Innovation Learnings from Stanford

I completed a Corporate Innovation post-grad program at Stanford University’s Graduate School of Business this year. It’s like an online mini-MBA specific to innovation and is undertaken by executives, entrepreneurs and consultants from all over the world. The program is named ‘LEAD Corporate Innovation’ and takes one year to complete, or two if you take your time.

After graduating this year I visited Stanford’s campus for the first time this month. I hung out there for a day, met up with people from the program, played with prototyping tools at the d.school, walked most of the campus, and experienced the still-quite-new Knight Management Centre. It’s an incredible place.

My visit got me reflecting on the program. This wasn’t a tick-a-box post-grad exercise for me, nor was it my first exposure to concepts like design thinking and rapid prototyping – I’ve been implementing these most of my career.

I was studying to expand my thinking and skillset. I wanted to sharpen my approach to conceiving, creating and commercialising new ideas. 

I see things differently now, and it’s a really good thing. Stanford has shifted my worldview. The ‘Stanford way’ has stayed with me and I find myself applying the methods instinctively, which is the whole idea.

The program also refreshed my perspective on innovation and how to do it well. Here are some corporate innovation observations and takeaways from the program. They’re simplified pretty dramatically to make them fit into a paragraph or two. A lot more theory, rigour, case examples and insights underpin each of these.

Many companies don’t fund innovation properly

Nothing reveals how to commercialise a new venture properly like seeing the exact financial statements of successes and failures. Seeing exactly how a number of ambitious corporate innovations and worldwide launches were funded demonstrated how desperately under-funded (and under-resourced and sometimes under-planned) so many innovation initiatives are. 

The best route to market (and the customer) is probably the fastest one

I have a user experience design background, so this was a cool realisation. In the world of UX design a ‘test and learn’ approach has long been championed, whereby a prototype of a new digital product is in the hands of real customers as early as possible. The same is true for innovation. Prototype, test, learn, repeat. They’re both founded in design thinking.

The earlier real customers can touch and feel a prototype, the better. Three months is more than enough time to find and scope a problem, work through ideas for new products/services to solve the problem, identify the best idea, create and test the first prototype, and figure out a business model. 

Stories are an under-rated innovation tool

Stories? Yeah, stories. The whispers that people pass on between each other inside and around a company. The stories, myths and rituals a company develops are critical to building a culture of innovation and helping new startups, products and services punch above their weight. 
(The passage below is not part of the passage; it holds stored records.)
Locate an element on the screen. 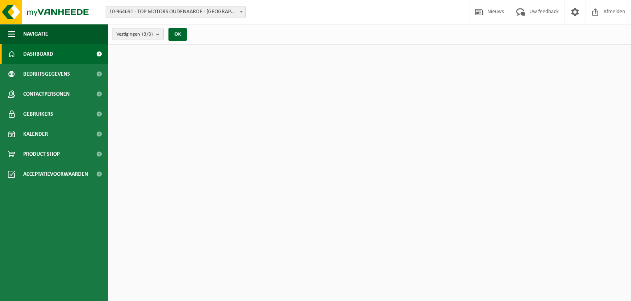 This screenshot has height=301, width=631. button: OK is located at coordinates (178, 34).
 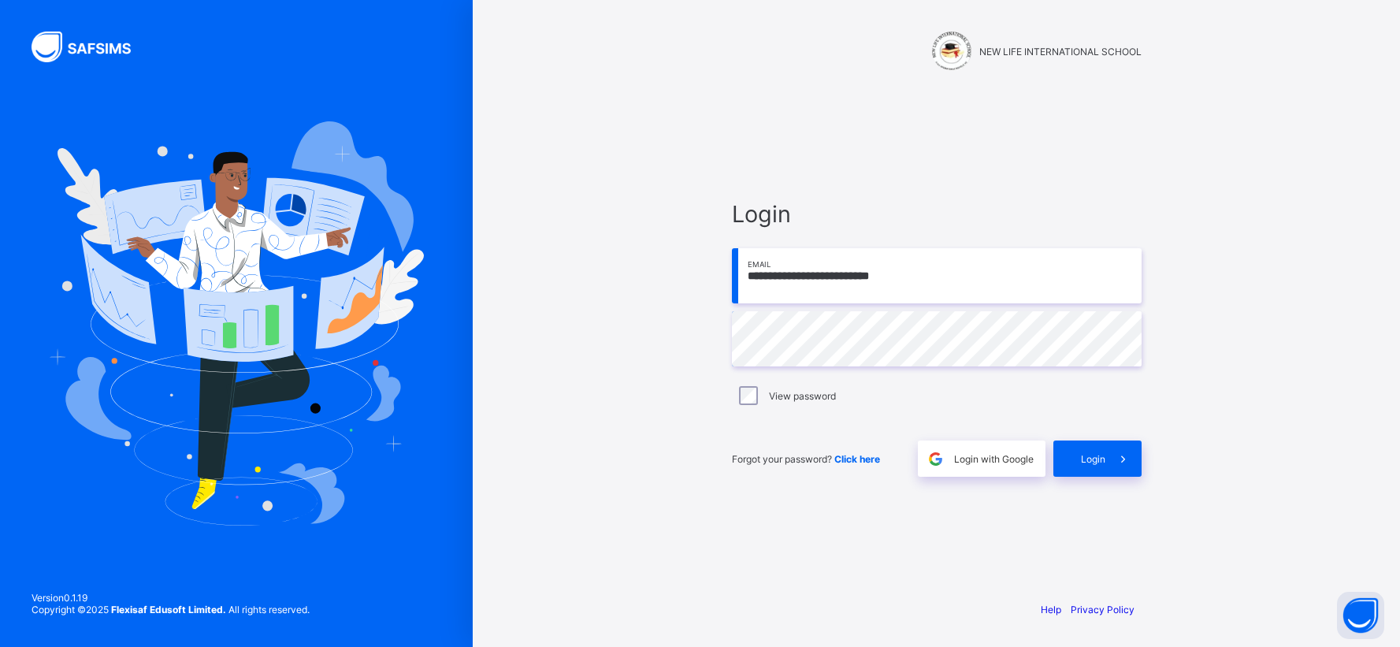 What do you see at coordinates (1060, 51) in the screenshot?
I see `span: NEW LIFE INTERNATIONAL SCHOOL` at bounding box center [1060, 51].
When it’s used the right way, a storytelling approach to product development can significantly improve the innovation from the outset. It also helps solve the internal communication about what is being created, for whom, why, and how it changes the world (and the future of the company). Internal communication is a big innovation killer (right up there with inadequate funding, innovation labs, and a culture of consensus). Which brings us to the next point.

A culture of consensus might not get you anywhere

The best ideas are often the ones most people think can’t be done. So how do you make them happen? Of all the companies and examples we studied, one firm and cultural trait really stood out. The spirit of this takeaway can be adapted just about anywhere.
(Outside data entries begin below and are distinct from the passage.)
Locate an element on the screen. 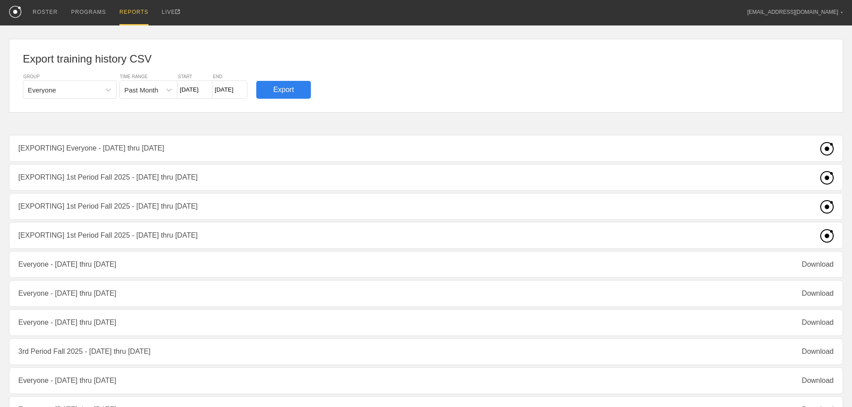  input: To is located at coordinates (230, 89).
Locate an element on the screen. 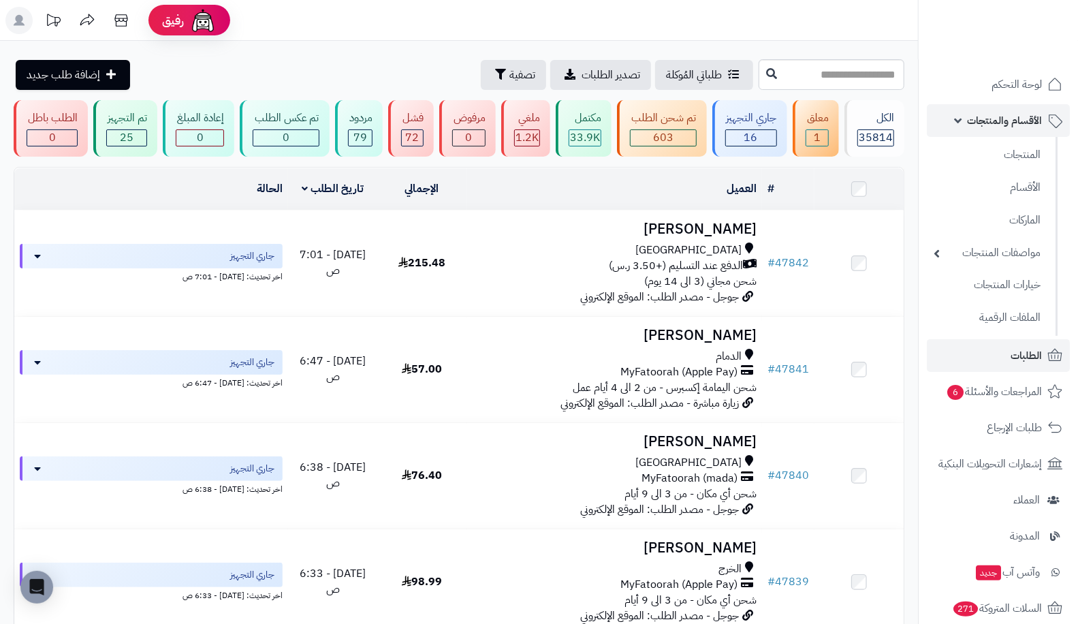  div: مردود is located at coordinates (360, 118).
Non-consensus is the innovation secret of Qualcomm, one of the world’s most consistently innovative companies. It’s a culture of exploration and non-consensus that drives the firm to innovate not once, but always. Qualcomm invented the mobile Internet and is currently bringing the world 5G. It’s an innovation machine that fosters a culture of constructive debate and spirited disagreement. The firm deliberately hires engineers and people at ‘both ends of the spectrum’ who won’t agree.

Qualcomm’s people are encouraged to explore, to try foolish ideas that might not work. Somewhere between genius and foolish is where the innovation happens – the genius can’t happen without the foolish. These ‘moonshots’, or high-risk innovation projects that are truly groundbreaking if they land, have not just resulted in world-changing innovations. Maybe more importantly, moonshots have given life to a wildly ambitious culture of innovation. 

Deliberately hiring people at both ends of the spectrum is a deliberate means of creating a specific type of culture. Without necessarily going to this extreme, fostering constructive debate and ‘proving it can be done’ by prototyping instead of talking ideas to death is a principle most companies can apply. Qualcomm is also a brilliant example of funding moonshots and explorative innovation.

Fund it like you mean it, take the fastest route to market (and the customer), incorporate storytelling in product development, and foster debate and a culture of ‘proving it can be done’.

Again, these are way over-simplified and there’s a lot more rigour underpinning each principle. It doesn’t seem fair to package up such a valuable year into four little takeaways. Aside from these, there are stacks of other learnings across leadership, innovation, finance, business models, culture and prototyping. These feel like the most relevant to share here, though they’re just a start. 

I hope these principles are useful for your next innovation. If you’d like talk them through, let me know!